Actually your question is a particular application of the famous "Quis custodiet ipsos custodes?" that is "Who will guard the guards?".
In a modern Linux system the central guarding point is init process (the process number 1). If init dies, the Linux kernel immediately panics, and thus you have to go to your data center (I mean go afoot) and press reset button. There're a lot of alternative init implementations, here is one of those "comparison tables" :)
The precise answer how to configure a particular init implementation depends on what init version you use in that system. For example systemd has its own machinery for configure service restart upon their deaths (directives Restart=, RestartSec=, WatchdogSec= etc in a corresponding unit-file. Other init implementations like Ubuntu Upstart also has its analogues (respawn directive in a service configuration file). Even old good SysV init has respawn option for a service line in /etc/inittab, but usually user-level services aren't started directly inittab, only virtual console managers (getty, mgetty etc)
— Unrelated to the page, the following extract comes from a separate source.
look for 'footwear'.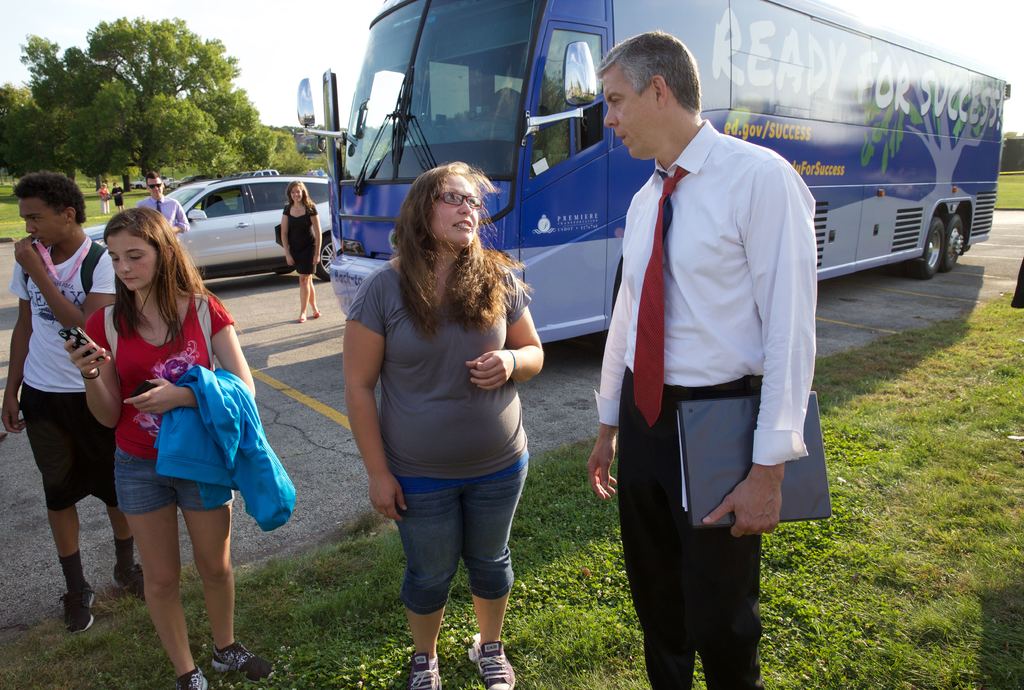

I'm trying to find the Linux equivalent to Windows Service Functions. For example, Windows has ServiceMain for the entry point, SetServiceStatus to set a status, RegisterServiceCtrlHandler, and HandlerEx to respond to control codes such as start, pause and stop requests, etc.
I checked in W. Richard Steven's Advanced Programming in the UNIX® Environment, but I guess its a bit dated for the task. Searching for "linux service api" and "linux ipc service start stop" (and similar) are producing some http and database results, but nothing too useful.
Would anyone know the C interface for writing Linux service programs?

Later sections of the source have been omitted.